Republicans finally notice that Obamacare's problems will be their own reform's problems, too. "Democrats' politically bruising experience over the Obama health law has prompted leading Republican policy experts to rethink one of the party's own long-standing ideas about remaking the health-care system...Some Republicans are now worried that a GOP proposal to begin taxing health-care benefits offered through employers--which would affect some 160 million Americans--would cause market disruptions far more severe and expose the party to its own political peril...[James Capretta] and others recommend capping the tax break available for health insurance through work and finding other ways to pay for additional tax breaks to those who buy insurance on their own."Laura Meckler in The Wall Street Journal.

Your premium may be low. But other costs? High. "Until now, it was almost impossible for people using the federal health care website to see the deductible amounts, which consumers pay before coverage kicks in. But federal officials finally relented last week and added a "window shopping" feature that displays data on deductibles. For policies offered in the federal exchange, as in many states, the annual deductible often tops $5,000 for an individual and $10,000 for a couple."Robert Pear in The New York Times.

Podesta is going back to work for Obama. "President Obama, after a rocky year that leaves him at the lowest ebb of his presidency, is bringing into his White House circle the longtime Democratic strategist John D. Podesta, a former chief of staff for President Bill Clinton. Mr. Podesta, who has agreed to serve as counselor for a year, led Mr. Obama's presidential transition in 2008 and has been an outside adviser since then. He also has occasionally criticized the administration, if gently, from his perch as the founder and former president of the Center for American Progress, a center-left public policy research group." Jackie Calmes in The New York Times.

HealthCare.gov's problems don't mean Obamacare will fail. "For Obamacare's supporters, the IT problems really were IT problems. Now that the Web site is working the law will likely work, too. For Obamacare's critics, however, the problems with Healthcare.Gov confirmed that Obamacare was a top-to-bottom train wreck. The Web site's improvements -- if they're even real -- will simply give way to new, and probably worse, problems with the law." Ezra Klein in The Washington Post.
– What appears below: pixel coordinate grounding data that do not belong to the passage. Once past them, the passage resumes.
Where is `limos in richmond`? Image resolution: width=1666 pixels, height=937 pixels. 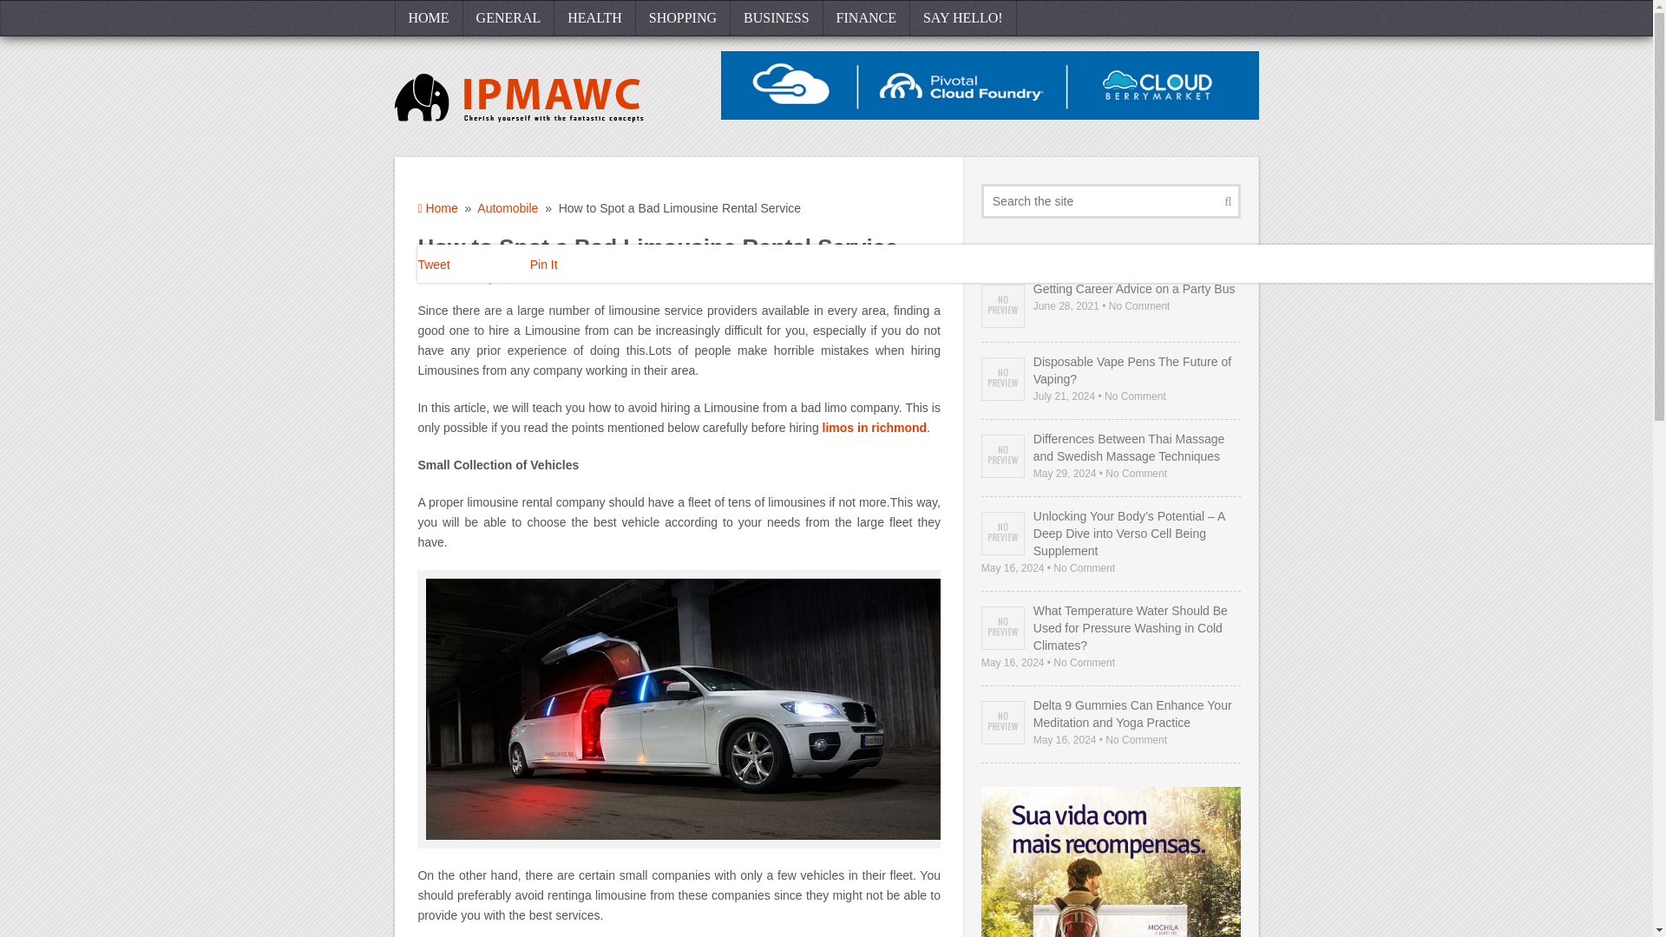 limos in richmond is located at coordinates (875, 427).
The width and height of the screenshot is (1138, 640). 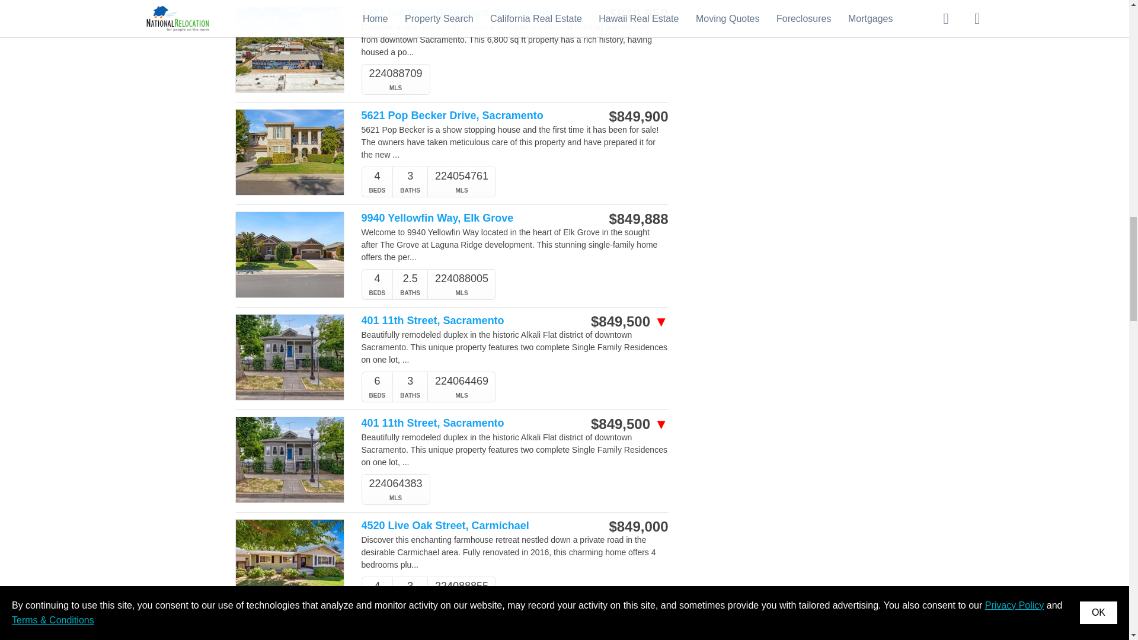 What do you see at coordinates (469, 116) in the screenshot?
I see `5621 Pop Becker Drive, Sacramento` at bounding box center [469, 116].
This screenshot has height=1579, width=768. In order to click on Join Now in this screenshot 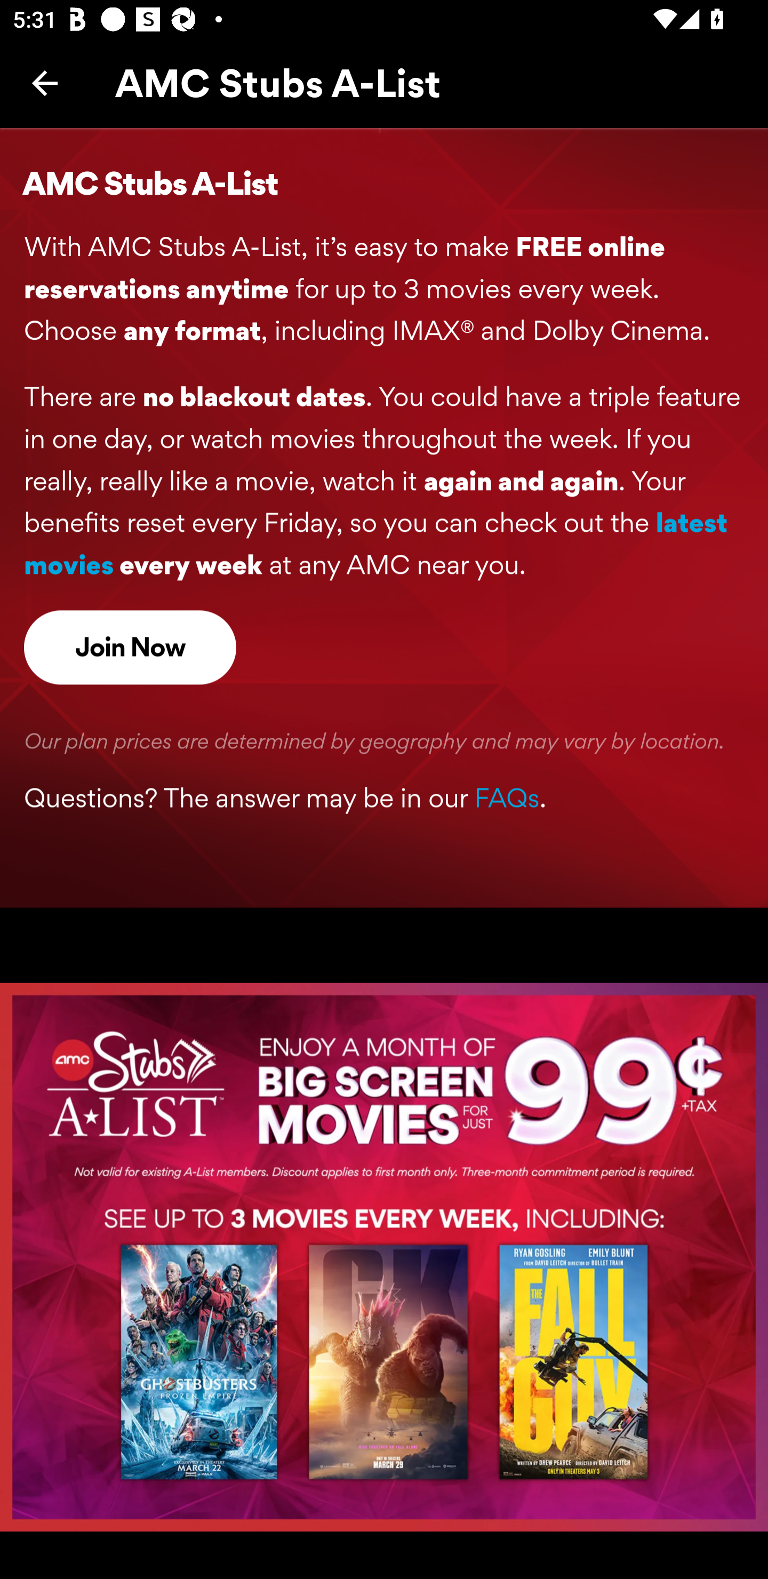, I will do `click(130, 648)`.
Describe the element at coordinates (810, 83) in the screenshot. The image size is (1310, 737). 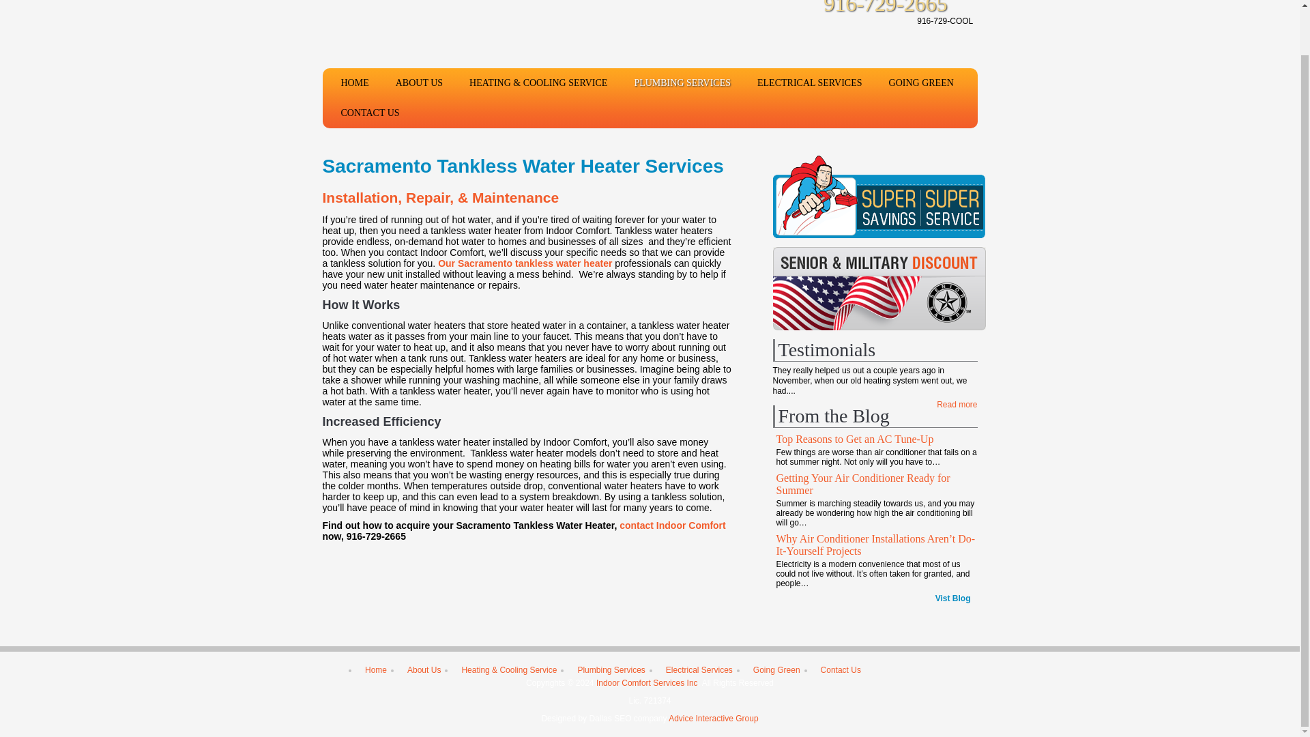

Q&A: Your Obamacare questions, answeredSarah Kliff in The Washington Post.

This $2,000 drug says everything about our messed up health-care system. "very incentive in our health-care system preferences Lucentis, the $1,000 drug, over Avastin. Because it's a more expensive drug, doctors get a higher administrative fee when they give it to patients...A small majority of doctors -- 56 percent, according to Whoriskey and Keating's analysis -- do use Avastin now to treat macular degeneration. But the sizable [minority] that don't -- the ones who are following the incentives in the health-care system -- mean an extra $1 billion in federal health-care bills." Sarah Kliff in The Washington Post.